[ENTRIES PROVIDED — start]

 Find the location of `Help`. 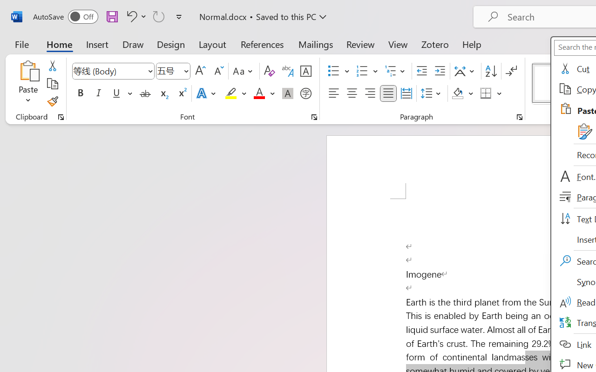

Help is located at coordinates (472, 44).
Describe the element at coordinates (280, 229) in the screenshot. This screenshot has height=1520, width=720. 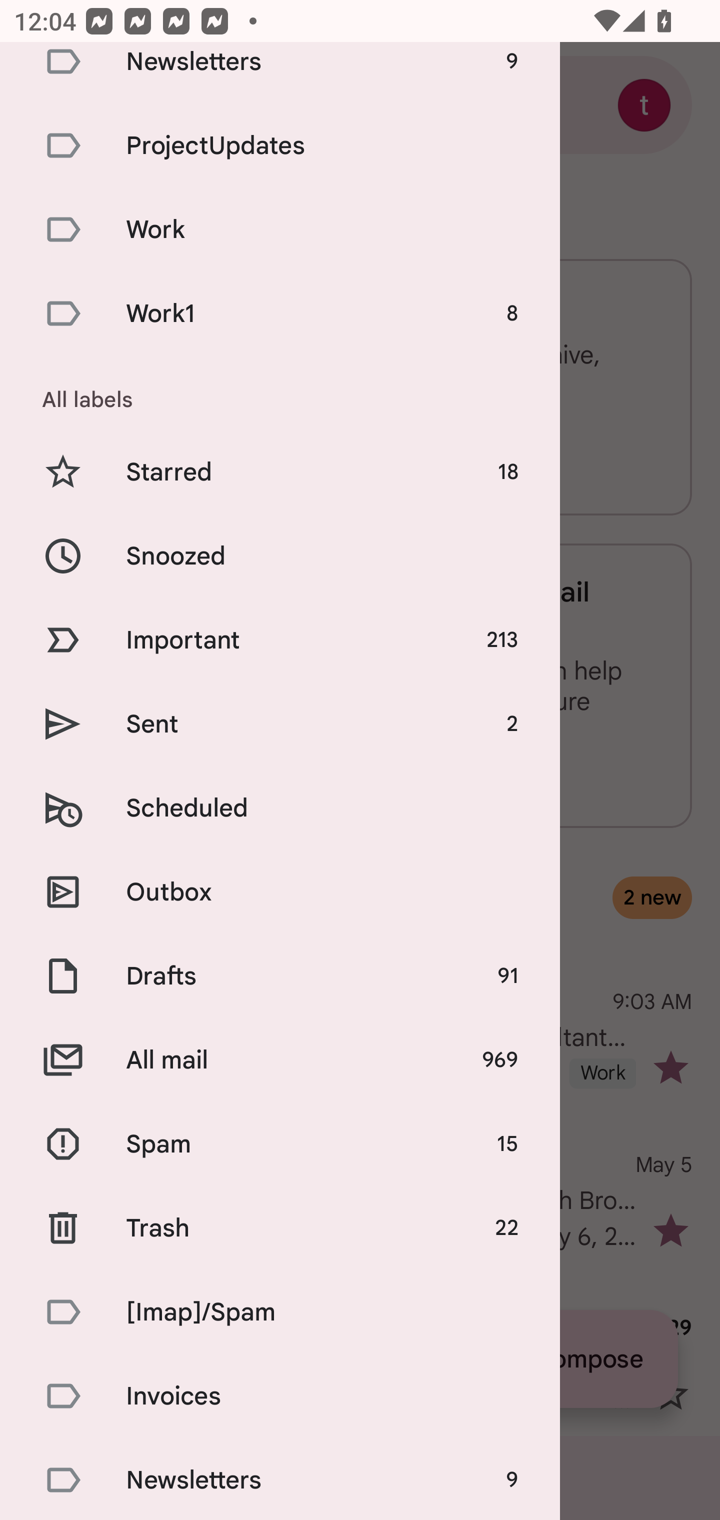
I see `Work` at that location.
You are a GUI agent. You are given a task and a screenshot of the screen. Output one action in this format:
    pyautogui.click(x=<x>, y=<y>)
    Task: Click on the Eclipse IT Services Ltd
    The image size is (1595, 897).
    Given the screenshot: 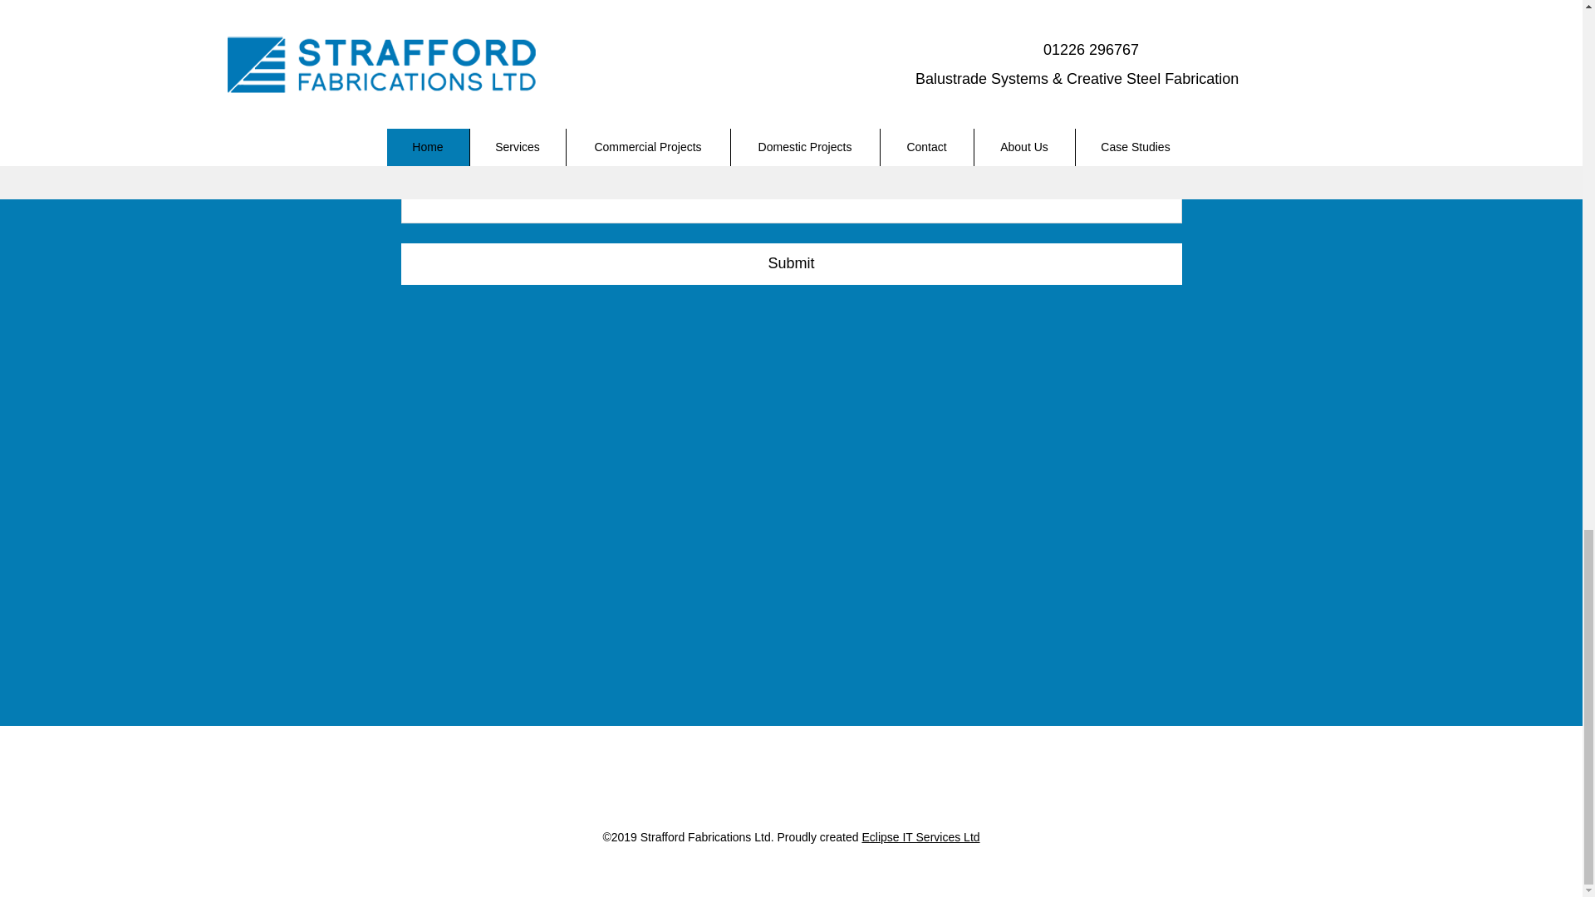 What is the action you would take?
    pyautogui.click(x=920, y=837)
    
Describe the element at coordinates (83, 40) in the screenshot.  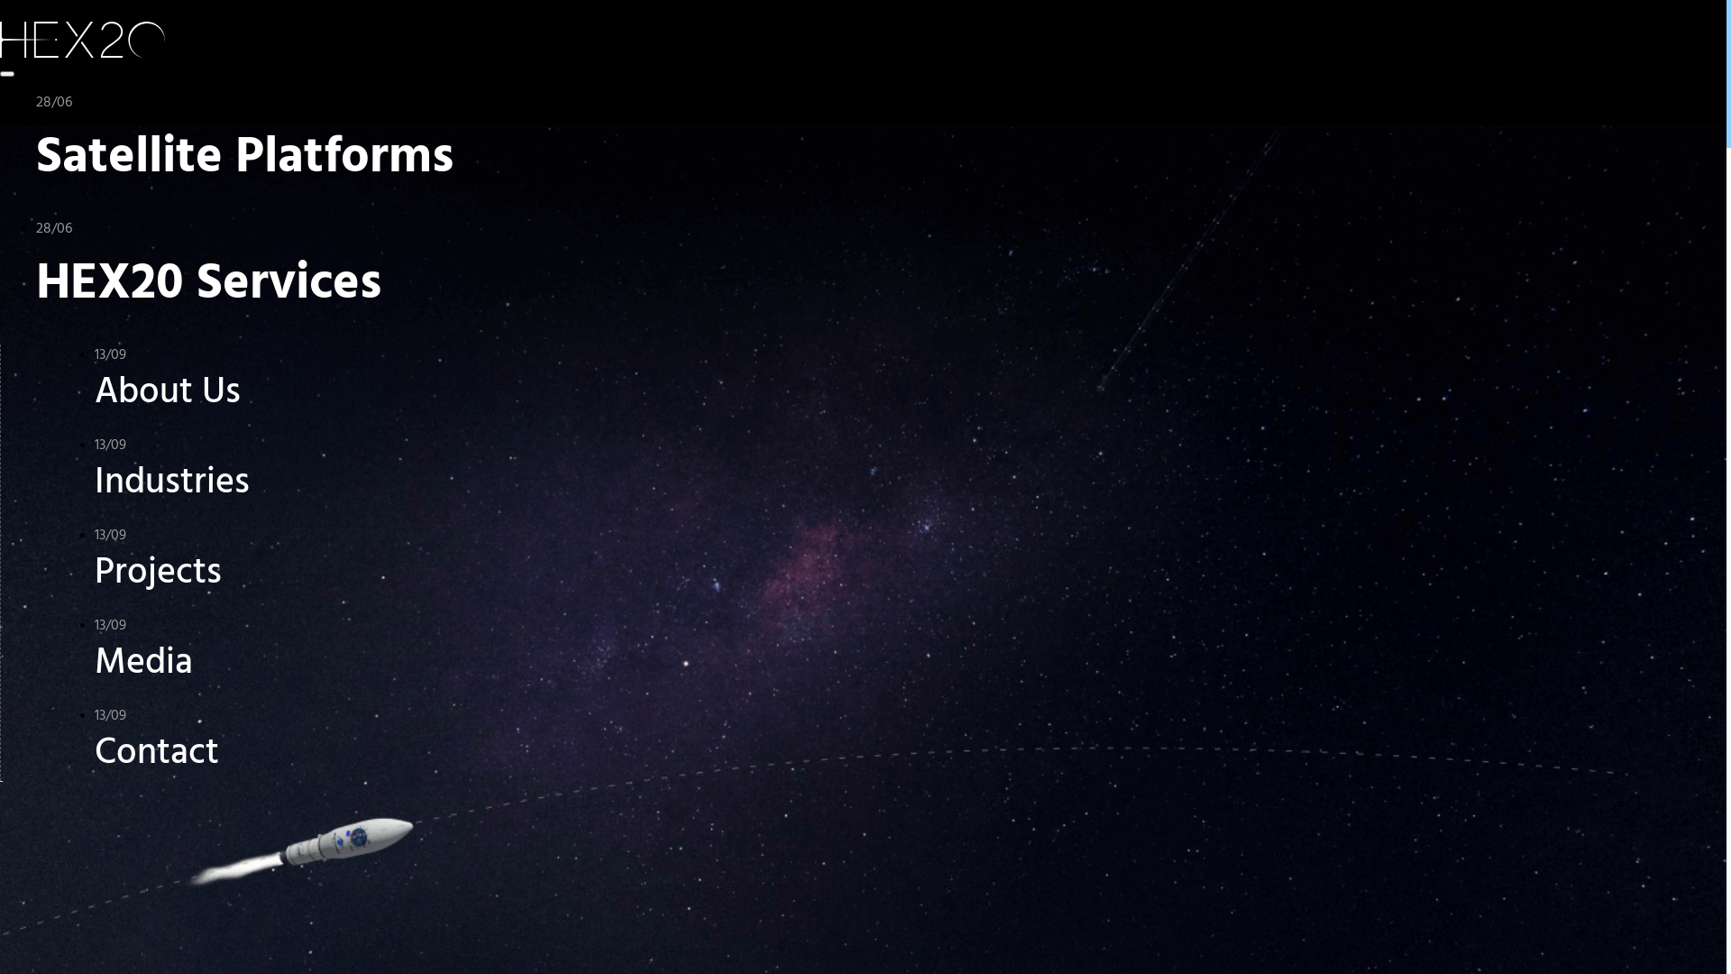
I see `HEX20 | Defense & Space Technology Company` at that location.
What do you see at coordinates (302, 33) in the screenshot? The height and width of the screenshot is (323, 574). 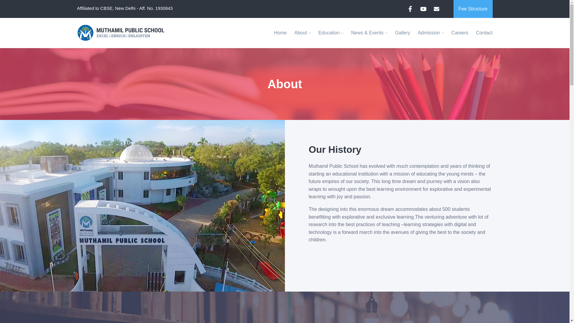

[ENTRIES PROVIDED — finish]

§ **WHAT YOU NEED TO DO**: In the data above, find the line containing "Describe the element at coordinates (83, 40)"; from there, please write out each line through the end, exactly, with the pictures omitted.

§ **SOLUTION TO THIS PROBLEM**:
Describe the element at coordinates (83, 40) in the screenshot.  
I see `HEX20 | Defense & Space Technology Company` at that location.
What do you see at coordinates (302, 33) in the screenshot? The height and width of the screenshot is (323, 574). 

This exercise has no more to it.